A four-year-old British Sikh girl has become one of the youngest in the UK to enter into the Mensa club of children with a high intelligence quotient (IQ).
Dayaal Kaur from Birmingham displayed exceptional learning abilities when she was very young and had mastered the entire English alphabet when she was just 14 months.
She appeared for the Mensa test in October last year, conducted online from home due to the coronavirus lockdown, and achieved an IQ score of 145. It has placed her in the top one per cent of the UK's population in the 'very gifted or highly advanced' category.
“We are delighted to welcome Dayaal to Mensa, where she joins a community of about 2,000 junior and teen members,” said John Stevenage, British Mensa's chief executive.
“Her family can make use of the supportive parents' network that has developed and we hope that as she grows up, Dayaal makes many lifelong friends and experiences some of the many learning and network opportunities that Mensa offers."
Kaur's father Sarbjit Singh, said: “Now there is official documentation that proves that she is way beyond her level. As parents, it is natural for us to consider our child is special, but in this case there is actual proof that she is one in a million.
“I am so glad we persisted because otherwise Dayaal would have been lost in the system and got frustrated when she didn't feel like she was being challenged enough to learn new things constantly,”
Kaur's family traces its roots back to Hoshiarpur in India's Punjab. Now she dreams to become an astronaut and also to have a stable full of horses.
In her assessment, expert Lyn Kendall recommended that her 'ability and maturity' meant that it would be worth considering accelerating Kaur beyond her peer group in a classroom setting.
Now, she is celebrating her big achievement with her father, one-year-old sister Kalyaan and solicitor mother Rajvinder Kaur.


* Work to complete
Scan the data below and state how many of its lines contain the word "this", giving only the figure.

* Records from a data source
__________

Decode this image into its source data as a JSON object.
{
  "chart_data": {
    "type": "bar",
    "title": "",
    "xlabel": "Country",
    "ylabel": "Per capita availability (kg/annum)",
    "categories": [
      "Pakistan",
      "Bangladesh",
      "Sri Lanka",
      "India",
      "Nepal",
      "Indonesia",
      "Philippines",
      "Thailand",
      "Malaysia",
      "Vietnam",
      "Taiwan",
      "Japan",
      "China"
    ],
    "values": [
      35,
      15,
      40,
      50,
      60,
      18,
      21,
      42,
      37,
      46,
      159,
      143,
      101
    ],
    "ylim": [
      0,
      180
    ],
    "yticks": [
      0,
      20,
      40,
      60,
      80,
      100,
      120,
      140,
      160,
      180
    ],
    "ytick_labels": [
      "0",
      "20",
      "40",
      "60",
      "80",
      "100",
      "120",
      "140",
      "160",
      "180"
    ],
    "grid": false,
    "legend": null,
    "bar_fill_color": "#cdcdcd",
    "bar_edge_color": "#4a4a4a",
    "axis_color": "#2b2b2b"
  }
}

__________

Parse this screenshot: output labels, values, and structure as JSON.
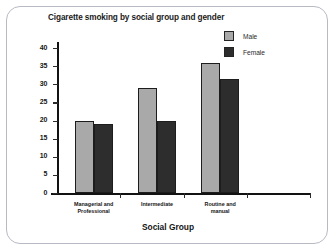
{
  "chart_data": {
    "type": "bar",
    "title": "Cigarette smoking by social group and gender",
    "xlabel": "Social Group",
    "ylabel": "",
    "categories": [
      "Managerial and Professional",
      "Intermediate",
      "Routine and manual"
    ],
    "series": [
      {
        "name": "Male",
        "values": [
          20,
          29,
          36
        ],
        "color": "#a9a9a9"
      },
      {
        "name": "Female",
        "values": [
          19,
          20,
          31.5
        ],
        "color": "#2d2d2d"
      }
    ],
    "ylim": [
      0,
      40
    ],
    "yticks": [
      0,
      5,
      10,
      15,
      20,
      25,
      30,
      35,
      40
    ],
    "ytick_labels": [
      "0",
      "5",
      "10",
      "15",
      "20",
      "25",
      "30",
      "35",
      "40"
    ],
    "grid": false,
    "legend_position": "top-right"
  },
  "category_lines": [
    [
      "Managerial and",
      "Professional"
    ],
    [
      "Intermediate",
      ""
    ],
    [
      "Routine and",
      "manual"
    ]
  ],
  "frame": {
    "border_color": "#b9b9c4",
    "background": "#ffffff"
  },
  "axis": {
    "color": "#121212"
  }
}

__________

* Answer to the problem
2